How to End a Friendship

The End Background

By Donna Shea & Nadine Briggs

For two people who focus on supporting kids with making and keeping friends, it may seem counter-intuitive for us to discuss ending a friendship. It is an important question that came up this summer and is worth considering when a friendship may be over. Friendships do end, though, and your child or teen may need or want to stop a friendship and not know how.

Sometimes friendships end with a bang. This can come in the form of a betrayal or argument, or something egregious enough that your child or teen no longer wants anything to do with the friendship. We would advise that your child or teen re-visit the thought of completely ending a friendship after he or she calms down. Good friends can be hard to find, so it may be worth looking at whether or not what happened is forgivable. There are times when it won’t be forgivable. In this case, encourage your child to make a clean break of it (blocking numbers and social media, etc.) and if he or she has to deal with the ex-friend at school, to do his or her best to act respectfully while maintaining the end-of-friendship boundaries.

More often, friendships fizzle out. This happens especially between age 10 and when moving into the first year of middle school but can occur anytime in a child’s life. Kids find that the friendships that fulfilled them in elementary school may markedly change as more specific interests (sports, band, etc.) emerge. It’s important to help your child understand that this shift in friendship is a natural and normal phase, despite as difficult as it can be. If your child is moving in a different direction and has friends that are having a difficult time letting go, encourage your child to again be respectful, but also to allow your child to refuse invitations politely or to “be busy.” We should also let children know that if their invitations or being refused, or a particular friend is now always “busy” that these are quiet signals that the friend may either need a break from the friendship or has moved in a new direction. When your child is sad about this, and he or she may be, empathize and allow a child to grieve the loss of the friend without allowing him or her to get stuck. Kids may experience a time when they don’t have any friends and this is also natural but usually only temporary. He or she can use the tips in our book on how to find and make new friends.

Friendship also ends due to distance or when a friend moves away. Keeping up long distance relationships, even in this day of video chat and social media, requires investment in friendship on both sides. Adults will have an easier time of this than kids do, so if you find that your child spends less and less time talking to his or her best friend that had to move away, that’s okay. However, some kids can be devastated when his or her best friend, and only friend, moves. This happens more than you may think. Encourage your child to have at least two good friends, just in case one of them does have to move.

There are times when you, as a parent, may have to end the friendship between your child and other friends. If you feel that another child or teen is having a bad influence on your child, or if your child has suddenly formed friendships with kids you are not familiar with, and has distanced themselves from from kids you know well, then it may be time to intervene. If your radar goes up, listen to it. Your child may be angry with you and even tell you he or she hates you, but your child’s safety and well-being are more important than a questionable friendship.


◆ Work to be completed
What is wanted is every line below from the one with "Outline <b>human hand</b>." up to and including the one with "Spot *clothing* in the image.", retyped exactly, pictures excluded, nothing else.

◆ Given data
..........

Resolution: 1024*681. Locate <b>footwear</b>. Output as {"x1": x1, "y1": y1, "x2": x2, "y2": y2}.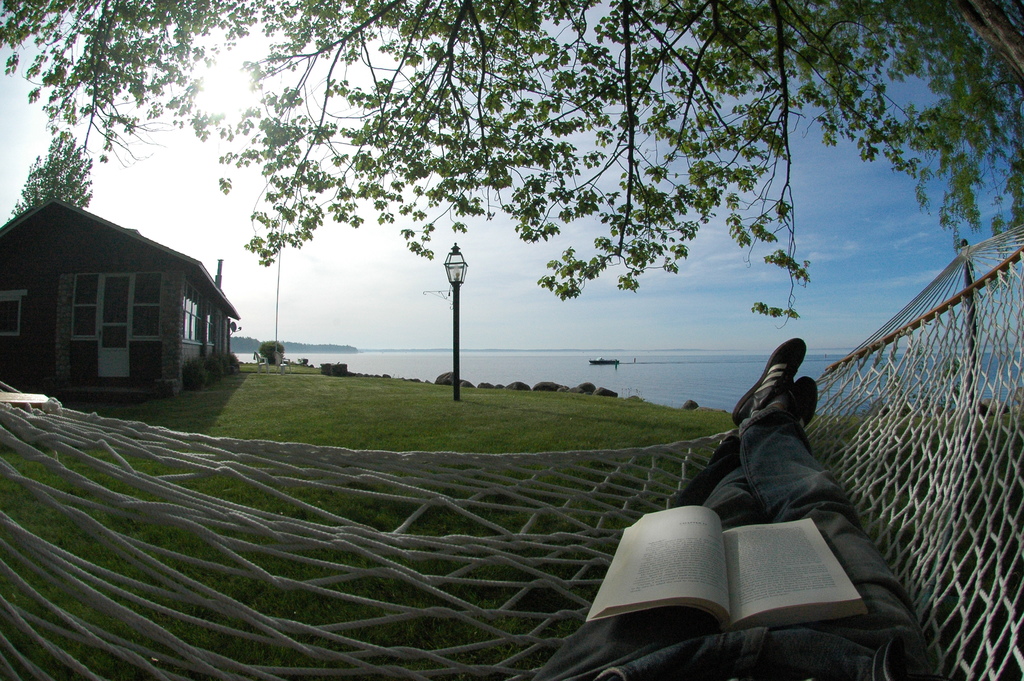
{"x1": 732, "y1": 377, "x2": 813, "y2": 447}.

..........

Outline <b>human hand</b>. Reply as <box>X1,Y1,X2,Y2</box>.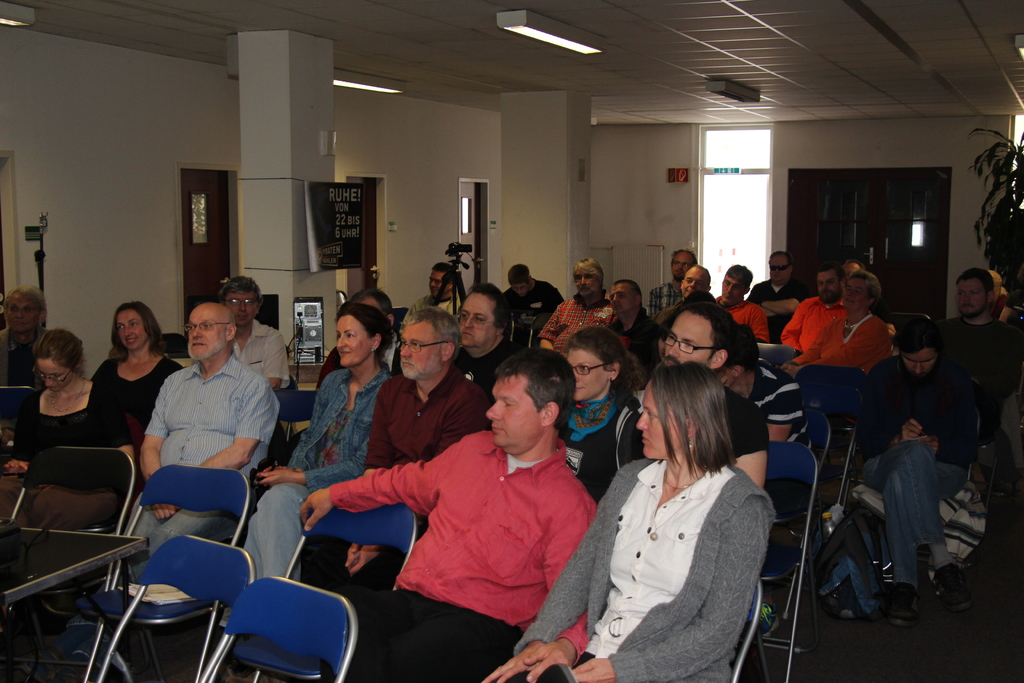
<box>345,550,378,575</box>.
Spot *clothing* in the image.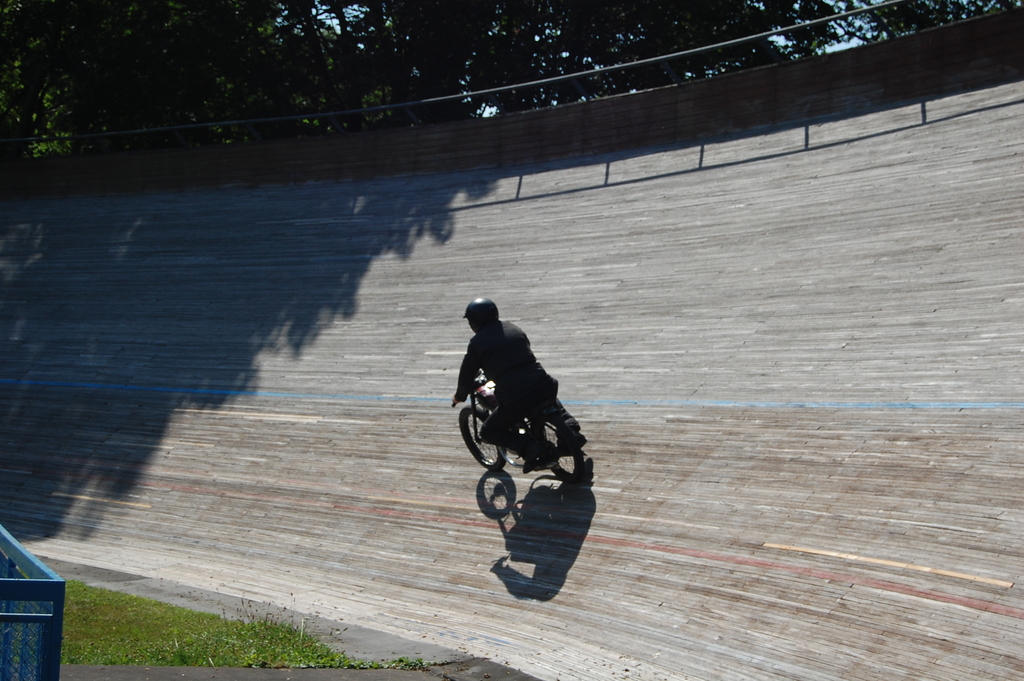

..........

◆ Task response
Outline <b>human hand</b>. Reply as <box>X1,Y1,X2,Y2</box>.
<box>345,550,378,575</box>.
Spot *clothing* in the image.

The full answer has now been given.